I was in acting class with Luke Perry when he was auditioning for “Beverly Hills 90210.” We were supposed to be working on a scene together that week for class. But he was also doing what’s called, “final network approval’ for the show. That means they are down to the wire, in this case, Luke and only one other actor were left. I called him to set up a rehearsal and Luke said, “I have this audition for Spelling tomorrow, and I’m so nervous about it that I don’t think I can do anything else, I can barely breathe.” Boy, I could relate.
So I said to him, “Listen, you can’t control wether you will get the part, or if they’ll like your choices, but you have the chance to do what you love, to go in and act, then you have to walk away.”

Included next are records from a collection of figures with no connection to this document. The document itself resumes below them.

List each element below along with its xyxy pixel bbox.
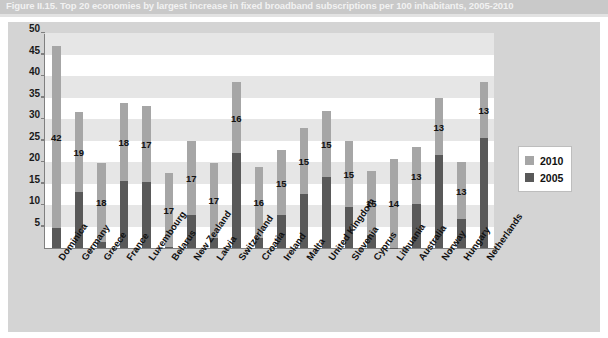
legend-swatch-2010: [525, 156, 534, 165]
y-axis-tick-label: 35: [18, 87, 40, 98]
bar-column[interactable]: [322, 111, 331, 248]
chart-legend: 2010 2005: [518, 146, 572, 192]
y-axis-tick: [41, 32, 45, 34]
bar-value-label: 18: [96, 197, 107, 208]
y-axis-tick-label: 15: [18, 173, 40, 184]
bar-value-label: 19: [73, 147, 84, 158]
grid-band: [45, 119, 494, 141]
bar-segment-2005: [165, 247, 174, 248]
y-axis-tick-label: 40: [18, 66, 40, 77]
grid-band: [45, 162, 494, 184]
bar-value-label: 15: [276, 178, 287, 189]
y-axis-tick-label: 45: [18, 44, 40, 55]
bar-segment-2005: [52, 228, 61, 248]
y-axis-tick: [41, 225, 45, 227]
grid-band: [45, 76, 494, 98]
bar-value-label: 17: [141, 139, 152, 150]
bar-value-label: 42: [51, 132, 62, 143]
y-axis-tick-label: 20: [18, 152, 40, 163]
bar-value-label: 16: [231, 113, 242, 124]
y-axis-tick: [41, 96, 45, 98]
y-axis-tick-label: 5: [18, 216, 40, 227]
bar-column[interactable]: [232, 82, 241, 248]
bar-segment-2005: [322, 177, 331, 248]
y-axis-tick-label: 30: [18, 109, 40, 120]
grid-band: [45, 33, 494, 55]
bar-column[interactable]: [300, 128, 309, 248]
bar-value-label: 17: [186, 173, 197, 184]
y-axis-tick: [41, 75, 45, 77]
y-axis-tick-label: 10: [18, 195, 40, 206]
title-underline: [0, 14, 608, 17]
y-axis-tick: [41, 53, 45, 55]
bar-value-label: 16: [253, 197, 264, 208]
legend-label-2005: 2005: [540, 172, 563, 184]
bar-column[interactable]: [120, 103, 129, 248]
figure-root: Figure II.15. Top 20 economies by larges…: [0, 0, 608, 338]
legend-swatch-2005: [525, 173, 534, 182]
bar-segment-2005: [232, 153, 241, 248]
legend-label-2010: 2010: [540, 155, 563, 167]
bar-value-label: 15: [298, 156, 309, 167]
bar-column[interactable]: [52, 46, 61, 248]
bar-value-label: 13: [433, 122, 444, 133]
chart-panel: 5045403530252015105421918181717171716161…: [8, 22, 600, 332]
y-axis-tick-label: 50: [18, 23, 40, 34]
legend-item-2005[interactable]: 2005: [525, 169, 563, 186]
bar-value-label: 13: [478, 105, 489, 116]
bar-value-label: 14: [388, 198, 399, 209]
bar-value-label: 13: [456, 186, 467, 197]
y-axis-tick: [41, 161, 45, 163]
bar-value-label: 15: [343, 169, 354, 180]
bar-value-label: 13: [411, 171, 422, 182]
y-axis-tick-label: 25: [18, 130, 40, 141]
y-axis-tick: [41, 204, 45, 206]
legend-item-2010[interactable]: 2010: [525, 152, 563, 169]
y-axis-tick: [41, 182, 45, 184]
y-axis-tick: [41, 118, 45, 120]
figure-title-bar: Figure II.15. Top 20 economies by larges…: [0, 0, 608, 14]
bar-value-label: 17: [208, 195, 219, 206]
x-axis-labels: DominicaGermanyGreeceFranceLuxembourgBel…: [44, 254, 494, 329]
y-axis-tick: [41, 139, 45, 141]
bar-value-label: 17: [163, 205, 174, 216]
bar-value-label: 18: [118, 137, 129, 148]
bar-value-label: 15: [321, 139, 332, 150]
figure-title: Figure II.15. Top 20 economies by larges…: [6, 0, 513, 13]
bar-column[interactable]: [142, 106, 151, 248]
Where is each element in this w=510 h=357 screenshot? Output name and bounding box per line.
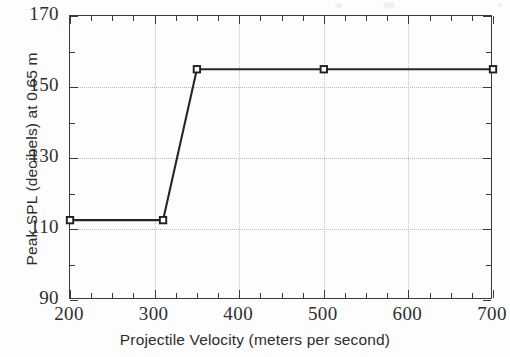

There was a short silence, and then Luke said, “I think you might have just saved my life.”
Luke got the part, became a huge heartthrob, tv star, did the cover of Vanity Fair, etc. But what most people don’t know, is how he got it.
He and the other actor, both went in and read, and they were asked to wait while the producers discussed their fates. After a grueling 20 minutes, the casting director came out of the office and addressed the other actor, who’s name, appropriately for this story, I cannot remember, let’s call him Bob.
“Bob,” the casting director said, “You gave by far the best reading.”
Luke’s heart sank, but he steadied himself to congratulate Bob. But before he could, the casting director turned to him and said, “Luke, you got the part.”
Aaron Spelling just liked his look better. They could both act.
Wow. Don’t you just know that’s a story Bob’s been telling for the rest of his career.
So, get in there, make strong choices, don’t beat yourself up if you aren’t psychic enough to guess what they wanted, just be yourself, act, enjoy, and go have coffee with friends before acting class.
Success is random, enjoy the journey.